Querying relationships

Optional Practice

You have created the PLACED relationship between Customer and Order. You now have the data available to start querying the graph.

Counting customer orders

Write a query to find how many orders customer ANTON has placed:

cypher
Count orders for ANTON
MATCH (c:Customer {id: 'ANTON'})-[:PLACED]->(o:Order)  // (1)
RETURN c.name, count(o) AS orderCount                  // (2)
  1. Match pattern - Find ANTON and traverse to orders

  2. Count aggregation - Count how many orders are connected

Click Run to see the result.

Try experimenting:

  • Change 'ANTON' to 'ALFKI' to see a different customer

  • Remove the WHERE to count orders for ALL customers: MATCH (c:Customer)-[:PLACED]→(o:Order) RETURN c.name, count(o) ORDER BY count(o) DESC LIMIT 10;

Finding customers with many orders

Find customers who have placed more than 10 orders:

cypher
Active customers (10+ orders)
MATCH (c:Customer)              // (1)
WITH c, COUNT {
  (c)-[:PLACED]->(o:Order)
} AS orderCount                 // (2)
WHERE orderCount > 10           // (3)
RETURN c.name, orderCount       // (4)
ORDER BY orderCount DESC        // (5)
  1. Match pattern - Connect customers to their orders

  2. Aggregate with WITH - The COUNT subquery finds the number of relationships

  3. Filter aggregation - Only keep customers with more than 10 orders

  4. Return results - Show company name and order count

  5. Sort - Highest order counts first

Click Run to see your most active customers.

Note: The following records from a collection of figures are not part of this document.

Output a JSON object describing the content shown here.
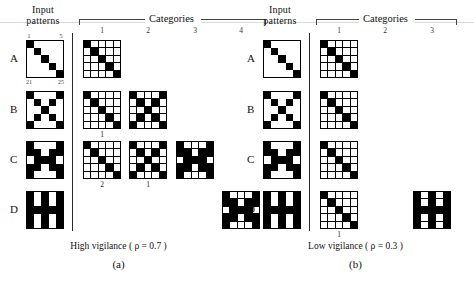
{
  "figure": {
    "panels": [
      {
        "id": "a",
        "letter": "(a)",
        "caption": "High vigilance ( ρ = 0.7 )",
        "input_header_line1": "Input",
        "input_header_line2": "patterns",
        "categories_header": "Categories",
        "category_numbers": [
          "1",
          "2",
          "3",
          "4"
        ],
        "grid_ticks": {
          "top_left": "1",
          "top_right": "5",
          "bottom_left": "21",
          "bottom_right": "25"
        },
        "rows": [
          {
            "label": "A",
            "input_pattern": [
              [
                1,
                0,
                0,
                0,
                0
              ],
              [
                0,
                1,
                0,
                0,
                0
              ],
              [
                0,
                0,
                1,
                0,
                0
              ],
              [
                0,
                0,
                0,
                1,
                0
              ],
              [
                0,
                0,
                0,
                0,
                1
              ]
            ],
            "categories": [
              {
                "column": 1,
                "sub_number": "",
                "pattern": [
                  [
                    1,
                    0,
                    0,
                    0,
                    0
                  ],
                  [
                    0,
                    1,
                    0,
                    0,
                    0
                  ],
                  [
                    0,
                    0,
                    1,
                    0,
                    0
                  ],
                  [
                    0,
                    0,
                    0,
                    1,
                    0
                  ],
                  [
                    0,
                    0,
                    0,
                    0,
                    1
                  ]
                ]
              }
            ]
          },
          {
            "label": "B",
            "input_pattern": [
              [
                1,
                0,
                0,
                0,
                1
              ],
              [
                0,
                1,
                0,
                1,
                0
              ],
              [
                0,
                0,
                1,
                0,
                0
              ],
              [
                0,
                1,
                0,
                1,
                0
              ],
              [
                1,
                0,
                0,
                0,
                1
              ]
            ],
            "categories": [
              {
                "column": 1,
                "sub_number": "1",
                "pattern": [
                  [
                    1,
                    0,
                    0,
                    0,
                    0
                  ],
                  [
                    0,
                    1,
                    0,
                    0,
                    0
                  ],
                  [
                    0,
                    0,
                    1,
                    0,
                    0
                  ],
                  [
                    0,
                    0,
                    0,
                    1,
                    0
                  ],
                  [
                    0,
                    0,
                    0,
                    0,
                    1
                  ]
                ]
              },
              {
                "column": 2,
                "sub_number": "",
                "pattern": [
                  [
                    1,
                    0,
                    0,
                    0,
                    1
                  ],
                  [
                    0,
                    1,
                    0,
                    1,
                    0
                  ],
                  [
                    0,
                    0,
                    1,
                    0,
                    0
                  ],
                  [
                    0,
                    1,
                    0,
                    1,
                    0
                  ],
                  [
                    1,
                    0,
                    0,
                    0,
                    1
                  ]
                ]
              }
            ]
          },
          {
            "label": "C",
            "input_pattern": [
              [
                1,
                0,
                0,
                0,
                1
              ],
              [
                1,
                1,
                0,
                1,
                1
              ],
              [
                0,
                1,
                1,
                1,
                0
              ],
              [
                1,
                1,
                0,
                1,
                1
              ],
              [
                1,
                0,
                0,
                0,
                1
              ]
            ],
            "categories": [
              {
                "column": 1,
                "sub_number": "2",
                "pattern": [
                  [
                    1,
                    0,
                    0,
                    0,
                    0
                  ],
                  [
                    0,
                    1,
                    0,
                    0,
                    0
                  ],
                  [
                    0,
                    0,
                    1,
                    0,
                    0
                  ],
                  [
                    0,
                    0,
                    0,
                    1,
                    0
                  ],
                  [
                    0,
                    0,
                    0,
                    0,
                    1
                  ]
                ]
              },
              {
                "column": 2,
                "sub_number": "1",
                "pattern": [
                  [
                    1,
                    0,
                    0,
                    0,
                    1
                  ],
                  [
                    0,
                    1,
                    0,
                    1,
                    0
                  ],
                  [
                    0,
                    0,
                    1,
                    0,
                    0
                  ],
                  [
                    0,
                    1,
                    0,
                    1,
                    0
                  ],
                  [
                    1,
                    0,
                    0,
                    0,
                    1
                  ]
                ]
              },
              {
                "column": 3,
                "sub_number": "",
                "pattern": [
                  [
                    1,
                    0,
                    0,
                    0,
                    1
                  ],
                  [
                    1,
                    1,
                    0,
                    1,
                    1
                  ],
                  [
                    0,
                    1,
                    1,
                    1,
                    0
                  ],
                  [
                    1,
                    1,
                    0,
                    1,
                    1
                  ],
                  [
                    1,
                    0,
                    0,
                    0,
                    1
                  ]
                ]
              }
            ]
          },
          {
            "label": "D",
            "input_pattern": [
              [
                1,
                0,
                1,
                0,
                1
              ],
              [
                1,
                0,
                1,
                0,
                1
              ],
              [
                1,
                1,
                1,
                1,
                1
              ],
              [
                1,
                0,
                1,
                0,
                1
              ],
              [
                1,
                0,
                1,
                0,
                1
              ]
            ],
            "categories": [
              {
                "column": 4,
                "sub_number": "",
                "pattern": [
                  [
                    1,
                    0,
                    0,
                    0,
                    1
                  ],
                  [
                    1,
                    1,
                    0,
                    1,
                    1
                  ],
                  [
                    0,
                    1,
                    1,
                    1,
                    0
                  ],
                  [
                    1,
                    1,
                    0,
                    1,
                    1
                  ],
                  [
                    1,
                    0,
                    0,
                    0,
                    1
                  ]
                ]
              }
            ]
          }
        ]
      },
      {
        "id": "b",
        "letter": "(b)",
        "caption": "Low vigilance ( ρ = 0.3 )",
        "input_header_line1": "Input",
        "input_header_line2": "patterns",
        "categories_header": "Categories",
        "category_numbers": [
          "1",
          "2",
          "3"
        ],
        "grid_ticks": {
          "top_left": "",
          "top_right": "",
          "bottom_left": "",
          "bottom_right": ""
        },
        "rows": [
          {
            "label": "A",
            "input_pattern": [
              [
                1,
                0,
                0,
                0,
                0
              ],
              [
                0,
                1,
                0,
                0,
                0
              ],
              [
                0,
                0,
                1,
                0,
                0
              ],
              [
                0,
                0,
                0,
                1,
                0
              ],
              [
                0,
                0,
                0,
                0,
                1
              ]
            ],
            "categories": [
              {
                "column": 1,
                "sub_number": "",
                "pattern": [
                  [
                    1,
                    0,
                    0,
                    0,
                    0
                  ],
                  [
                    0,
                    1,
                    0,
                    0,
                    0
                  ],
                  [
                    0,
                    0,
                    1,
                    0,
                    0
                  ],
                  [
                    0,
                    0,
                    0,
                    1,
                    0
                  ],
                  [
                    0,
                    0,
                    0,
                    0,
                    1
                  ]
                ]
              }
            ]
          },
          {
            "label": "B",
            "input_pattern": [
              [
                1,
                0,
                0,
                0,
                1
              ],
              [
                0,
                1,
                0,
                1,
                0
              ],
              [
                0,
                0,
                1,
                0,
                0
              ],
              [
                0,
                1,
                0,
                1,
                0
              ],
              [
                1,
                0,
                0,
                0,
                1
              ]
            ],
            "categories": [
              {
                "column": 1,
                "sub_number": "",
                "pattern": [
                  [
                    1,
                    0,
                    0,
                    0,
                    0
                  ],
                  [
                    0,
                    1,
                    0,
                    0,
                    0
                  ],
                  [
                    0,
                    0,
                    1,
                    0,
                    0
                  ],
                  [
                    0,
                    0,
                    0,
                    1,
                    0
                  ],
                  [
                    0,
                    0,
                    0,
                    0,
                    1
                  ]
                ]
              }
            ]
          },
          {
            "label": "C",
            "input_pattern": [
              [
                1,
                0,
                0,
                0,
                1
              ],
              [
                1,
                1,
                0,
                1,
                1
              ],
              [
                0,
                1,
                1,
                1,
                0
              ],
              [
                1,
                1,
                0,
                1,
                1
              ],
              [
                1,
                0,
                0,
                0,
                1
              ]
            ],
            "categories": [
              {
                "column": 1,
                "sub_number": "",
                "pattern": [
                  [
                    1,
                    0,
                    0,
                    0,
                    0
                  ],
                  [
                    0,
                    1,
                    0,
                    0,
                    0
                  ],
                  [
                    0,
                    0,
                    1,
                    0,
                    0
                  ],
                  [
                    0,
                    0,
                    0,
                    1,
                    0
                  ],
                  [
                    0,
                    0,
                    0,
                    0,
                    1
                  ]
                ]
              }
            ]
          },
          {
            "label": "D",
            "input_pattern": [
              [
                1,
                0,
                1,
                0,
                1
              ],
              [
                1,
                0,
                1,
                0,
                1
              ],
              [
                1,
                1,
                1,
                1,
                1
              ],
              [
                1,
                0,
                1,
                0,
                1
              ],
              [
                1,
                0,
                1,
                0,
                1
              ]
            ],
            "categories": [
              {
                "column": 1,
                "sub_number": "1",
                "pattern": [
                  [
                    1,
                    0,
                    0,
                    0,
                    0
                  ],
                  [
                    0,
                    1,
                    0,
                    0,
                    0
                  ],
                  [
                    0,
                    0,
                    1,
                    0,
                    0
                  ],
                  [
                    0,
                    0,
                    0,
                    1,
                    0
                  ],
                  [
                    0,
                    0,
                    0,
                    0,
                    1
                  ]
                ]
              },
              {
                "column": 3,
                "sub_number": "",
                "pattern": [
                  [
                    1,
                    0,
                    1,
                    0,
                    1
                  ],
                  [
                    1,
                    0,
                    1,
                    0,
                    1
                  ],
                  [
                    1,
                    1,
                    1,
                    1,
                    1
                  ],
                  [
                    1,
                    0,
                    1,
                    0,
                    1
                  ],
                  [
                    1,
                    0,
                    1,
                    0,
                    1
                  ]
                ]
              }
            ]
          }
        ]
      }
    ]
  }
}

Querying order date ranges

Find the date range of orders for a specific customer:

cypher
Order history for ALFKI
MATCH (c:Customer {id: 'ALFKI'})
      -[:PLACED]->(o:Order)       // (1)
RETURN c.name,                    // (2)
       min(o.date) AS firstOrder, // (3)
       max(o.date) AS lastOrder,  // (4)
       count(o) AS totalOrders    // (5)
  1. Match pattern - Find customer and their orders

  2. Customer name - Return the company name

  3. Earliest order - Use min() to find first order date

  4. Latest order - Use max() to find most recent order

  5. Total count - How many orders in this time range

Click Run to see ALFKI’s ordering history.

Grouping orders by country

Find how many orders were shipped to each country:

cypher
Orders by ship country
MATCH (c:Customer)
      -[:PLACED]->(o:Order)     // (1)
RETURN o.shipCountry,           // (2)
       count(o) AS orderCount   // (3)
ORDER BY orderCount DESC        // (4)
LIMIT 10                        // (5)
  1. Match pattern - Connect customers to orders

  2. Group by country - Implicitly groups by shipCountry

  3. Count orders - Aggregate per country

  4. Sort descending - Highest counts first

  5. Limit - Top 10 countries

Click Run to see which countries receive the most orders.

Finding customers without orders

Find customers who haven’t placed any orders yet:

cypher
Customers with no orders
MATCH (c:Customer)                       // (1)
WHERE NOT (c)-[:PLACED]->(:Order)        // (2)
RETURN c.name, c.country         // (3)
  1. Match all customers - Find every Customer node

  2. Negative pattern - Filter to only customers WITHOUT PLACED relationships

  3. Return customer info - Show who they are

Click Run to find customers who need outreach!

Hint

The WHERE NOT pattern here accesses the data store directly to find a count of the number of PLACED relationships, which is fast and efficient. You’ll use negative patterns (WHERE NOT) in the recommendation query to exclude products you’ve already bought.

Summary

In this lesson, you practiced relationship traversal queries:

  • Basic traversals - Follow PLACED relationships from Customer to Order

  • Aggregation - Count orders per customer with count()

  • Date functions - min() and max() for date ranges

  • Grouping - Implicit grouping by returned properties

  • Negative patterns - Find customers without orders using the WHERE NOT clause

  • Building blocks - These patterns are foundations for the recommendation query

In the next module, you will add the critical Order→Product connection, completing the path needed for recommendations.